Keeping Support in Work, Part 2
Tim Wolfe-Barry
Obsessed by Customer Success - Building better outcomes with Caffeine, Advocacy and Customer Centricity
Last time I posted on this topic, I was expecting to upset various friends and acquaintances who work as software developers – my theme then was how much work for Support comes from minor and preventable errors when something is first designed.
This time it’s the turn of QA, Project and Delivery teams and my over-arching theme is testing.
Let me start by saying that I *know* testing is hard. I have been a QA engineer in the past, I’ve also been a project trouble-shooter, so I understand that we’re all working together even if it sometimes seems not!
That said there are some things that anyone testing either a product or a deployment can do to help out. Too often these things slip past, or get dropped due to time and budget constraints. Unfortunately this tends to rebound later when the customer starts escalating in Support, impacting their overall satisfaction with the product and/or service and, in many cases, their confidence in the solution and the team delivering it.
So here are my top-3 requests to QA and project teams for testing:
Have Valid Use Cases
Sounds obvious but make sure, in QA, that what you’re testing is how the CUSTOMER expects to use the product, not just what the developers expected! I once found over 20 Severity-1 bugs in 90 minutes when testing a new UI, simply because my starting assumption about how it should work was different from the developers’.

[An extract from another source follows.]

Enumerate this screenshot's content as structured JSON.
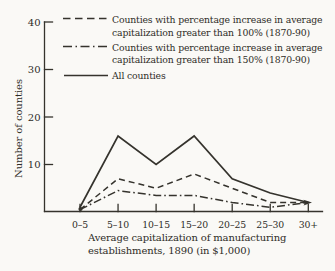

If you have an open mind and verify the use cases with existing customers and customer-facing teams before you start to invest in QA, then you’ll be more likely to eventually release something that works how the customers want.
If you don’t do this, then your Support teams will spend all day saying “Don’t use it like that, use it this way, and no I don’t understand why…”
Do Load Testing, Properly
Probably the hardest thing to do in either QA or delivery, but absolutely essential. If you’re building an Enterprise-class solution with 10,000 users, then testing with 10, or even 100, doesn’t cut it.
- QA teams should have representatively–sized data sets and the tools to simulate expected usage
- Project teams need to test against a copy of the live data and, ideally, organize a test with a significant number of real users to both load the system and validate your test-cases
This is the only way to avoid unexpected performance impact when you go live…
Create Regression Test Plans
At some point in the future, your customer is going to need to update the system; either doing a whole-system refresh, or perhaps just applying a Service Pack. When they do this there WILL be unexpected impacts. The only way to identify them and verify that they are new issues rather than something that was there all along is to have a standardized regression plan.
Every time you deploy something you’re going to test the new functionality, but if you have a regression plan then you can use it to ensure that there’s no unexpected impact in other areas.
Follow these 3 rules in testing and you will probably eliminate half of the issues that occur after go-live; improving your customer’s temper and allowing your Support guys to focus on the genuinely unexpected problems…
Next time – the things that Support teams inflict on themselves!
Customer Success industry advisor | Principal at Valuize Consulting| Published author
9 年Excellent, Tim. These steps are some of the very early ones a vendor should do to improve the customer's experience and avoid retention issues later.